"Kristine Kathryn Rusch - The Questing Mind" - читать интересную книгу автора (Rusch Kristine Kathryn)

KRISTINE KATHRYN RUSCH

THE QUESTING MIND

Maybe you can help out--it seems there ought to be a good punch line to the
question "What did the editor say to the former editor?" Any good lines escape
me. The reality is that when I speak with Kris Rusch lately, l mention to her
how busy I am ... and she laughs knowingly. Then I realized that her SF novel
Alien Influences and her mainstream novel Hitler's Angel came out within months
of ench other, and I learned that the manuscript for Victory, the fifth and
final volume of "The Fey" series, requites a team and a half of paper and I
think that laugh of hers is more than just knowing. It's almost ominous.
Fortunately, Kris is not too busy to send an occasional tale out way ...

He tries to remember. The nurses don't understand that. They think it odd that
he requests audio tapes of the books he has written, videos of the interviews he
has given, and photograph albums of times past. The nurses also give him three-d
moving pictures of his last few years, pictures so tiny they rest in the palm of
his hand. In them, the people turn like toy dolls, but he cannot feel their feet
against his skin. Outside the door, he hears the nurses whispering, "Sad old
man. He's got nothing left to live for, so he lives in his past."

Only he doesn't have any memories except inconsequential ones: the runny eggs he
had for breakfast, the plot of the crime drama he watched the night before on
the wide screen television placed at the perfect distance from his bed. He has a
superficial knowledge of everything he has done, like a back-of-the-book bio
sheet written about someone else:

J. REED BRASHER, novelist, playwright, and essayist, born 1920 in Camden, New
Jersey to physician Paul Brasher and his wife Mary.

Published his first novel, Golden Sunset, in 1945. Wrote sixteen Broadway plays,
including the Tony Award winning Stations in the Sky (1960). Published five
books of essays, the last an autobiographical sketch. Married Olive Franklin in
1942, fathered two daughters, Mary and Paula. List of publications (including
all 55 novels) follows.

But the memories are gone, stolen an incident at a time. He had noticed the
first one missing on his ninetieth birthday when his daughter, Paula, asked him
to recite her favorite bedtime story to his great-grandson. He did not remember
telling bedtime stories, and said so. She reminded him of that only this
morning, when he asked what day she first noticed his memory slipping.

"It's normal, Dad. The mind goes with age."

But not his mind. His mind has controlled his entire life. He knows that with
the same certainty with which he knows he is male. He remembers the feeling of
control, but he does not remember the incidents that triggered it.
It is the ultimate curse. His body is now so feeble that he cannot spend much
time out of bed. If he does, the nurses come after him as if he were a child.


- **What you will do**:
Copy out each line below that has the word "Filter" in it.

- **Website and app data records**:
_ _ _

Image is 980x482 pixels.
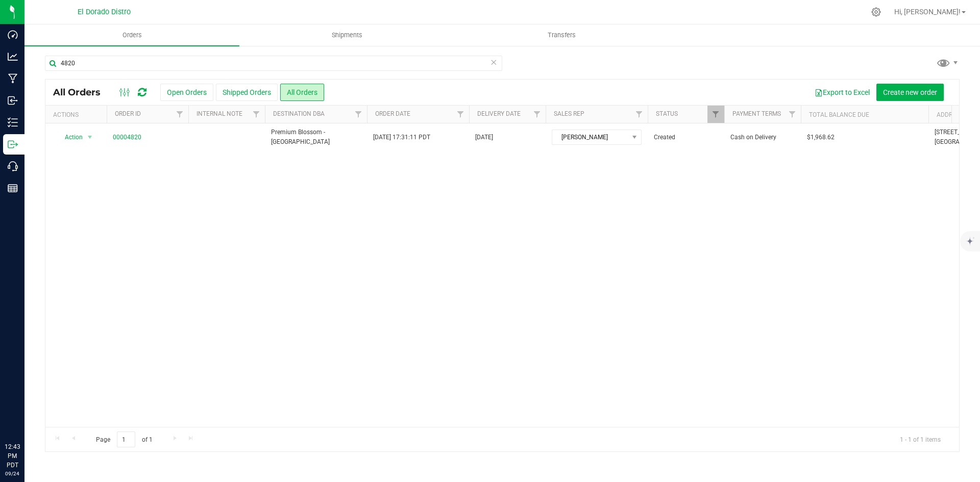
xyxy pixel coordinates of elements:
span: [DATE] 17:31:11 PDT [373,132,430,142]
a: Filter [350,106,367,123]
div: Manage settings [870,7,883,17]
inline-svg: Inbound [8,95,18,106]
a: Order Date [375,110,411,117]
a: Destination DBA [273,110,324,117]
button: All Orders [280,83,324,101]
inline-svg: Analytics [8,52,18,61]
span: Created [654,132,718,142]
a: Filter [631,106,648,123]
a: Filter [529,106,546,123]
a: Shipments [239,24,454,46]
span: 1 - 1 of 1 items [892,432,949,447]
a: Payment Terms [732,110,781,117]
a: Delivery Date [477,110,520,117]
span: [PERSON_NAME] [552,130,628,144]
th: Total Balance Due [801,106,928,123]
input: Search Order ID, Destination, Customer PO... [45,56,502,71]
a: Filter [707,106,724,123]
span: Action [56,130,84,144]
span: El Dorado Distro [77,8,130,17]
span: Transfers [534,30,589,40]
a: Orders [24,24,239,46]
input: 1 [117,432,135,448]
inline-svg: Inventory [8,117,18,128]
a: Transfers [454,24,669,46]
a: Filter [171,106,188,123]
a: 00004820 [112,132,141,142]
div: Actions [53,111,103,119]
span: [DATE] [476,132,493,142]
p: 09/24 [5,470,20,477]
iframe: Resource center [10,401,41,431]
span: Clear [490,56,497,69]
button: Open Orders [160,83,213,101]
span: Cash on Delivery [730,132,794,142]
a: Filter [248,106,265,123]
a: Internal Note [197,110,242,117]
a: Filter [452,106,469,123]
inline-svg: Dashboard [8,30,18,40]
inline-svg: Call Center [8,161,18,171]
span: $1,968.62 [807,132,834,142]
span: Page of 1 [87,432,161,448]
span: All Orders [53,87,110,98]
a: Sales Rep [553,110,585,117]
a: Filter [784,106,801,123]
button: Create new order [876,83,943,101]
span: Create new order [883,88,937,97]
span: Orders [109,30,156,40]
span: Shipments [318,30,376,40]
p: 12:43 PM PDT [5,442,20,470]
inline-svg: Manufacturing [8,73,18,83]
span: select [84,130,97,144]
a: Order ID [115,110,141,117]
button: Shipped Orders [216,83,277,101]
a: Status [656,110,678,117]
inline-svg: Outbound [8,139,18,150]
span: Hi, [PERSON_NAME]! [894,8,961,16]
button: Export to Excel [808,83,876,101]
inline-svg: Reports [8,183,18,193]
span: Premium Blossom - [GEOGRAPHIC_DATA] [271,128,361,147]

_ _ _

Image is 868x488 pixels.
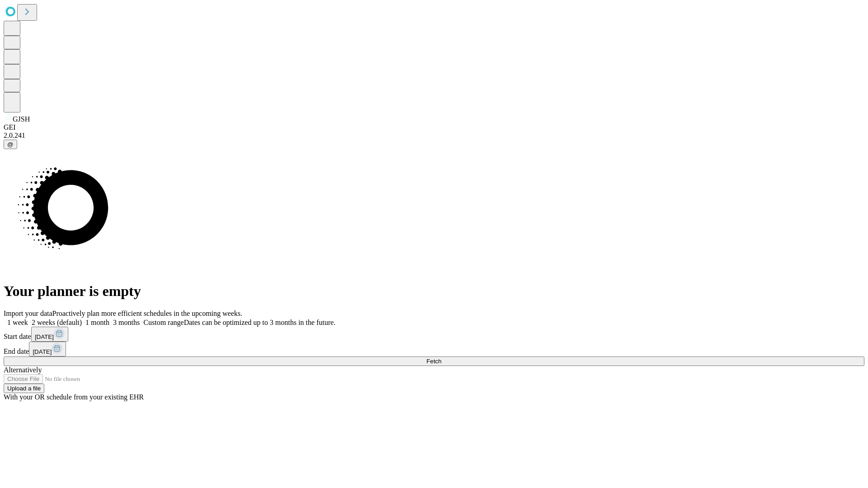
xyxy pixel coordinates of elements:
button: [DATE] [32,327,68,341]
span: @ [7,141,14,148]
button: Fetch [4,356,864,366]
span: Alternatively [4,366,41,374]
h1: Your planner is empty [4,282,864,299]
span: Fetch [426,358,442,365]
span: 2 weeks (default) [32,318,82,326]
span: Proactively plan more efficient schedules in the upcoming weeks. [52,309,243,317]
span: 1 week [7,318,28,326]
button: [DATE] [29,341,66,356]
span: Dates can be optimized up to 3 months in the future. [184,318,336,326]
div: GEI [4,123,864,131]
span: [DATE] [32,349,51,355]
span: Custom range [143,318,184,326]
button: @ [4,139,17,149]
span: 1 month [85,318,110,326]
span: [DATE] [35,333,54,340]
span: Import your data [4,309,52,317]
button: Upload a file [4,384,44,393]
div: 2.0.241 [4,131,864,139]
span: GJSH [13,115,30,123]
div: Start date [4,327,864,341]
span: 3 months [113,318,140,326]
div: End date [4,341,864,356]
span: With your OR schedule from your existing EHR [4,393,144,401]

_ _ _

- **Expected answer**:
a: Filter [350,106,367,123]
a: Filter [631,106,648,123]
a: Filter [529,106,546,123]
a: Filter [707,106,724,123]
a: Filter [171,106,188,123]
a: Filter [248,106,265,123]
a: Filter [452,106,469,123]
a: Filter [784,106,801,123]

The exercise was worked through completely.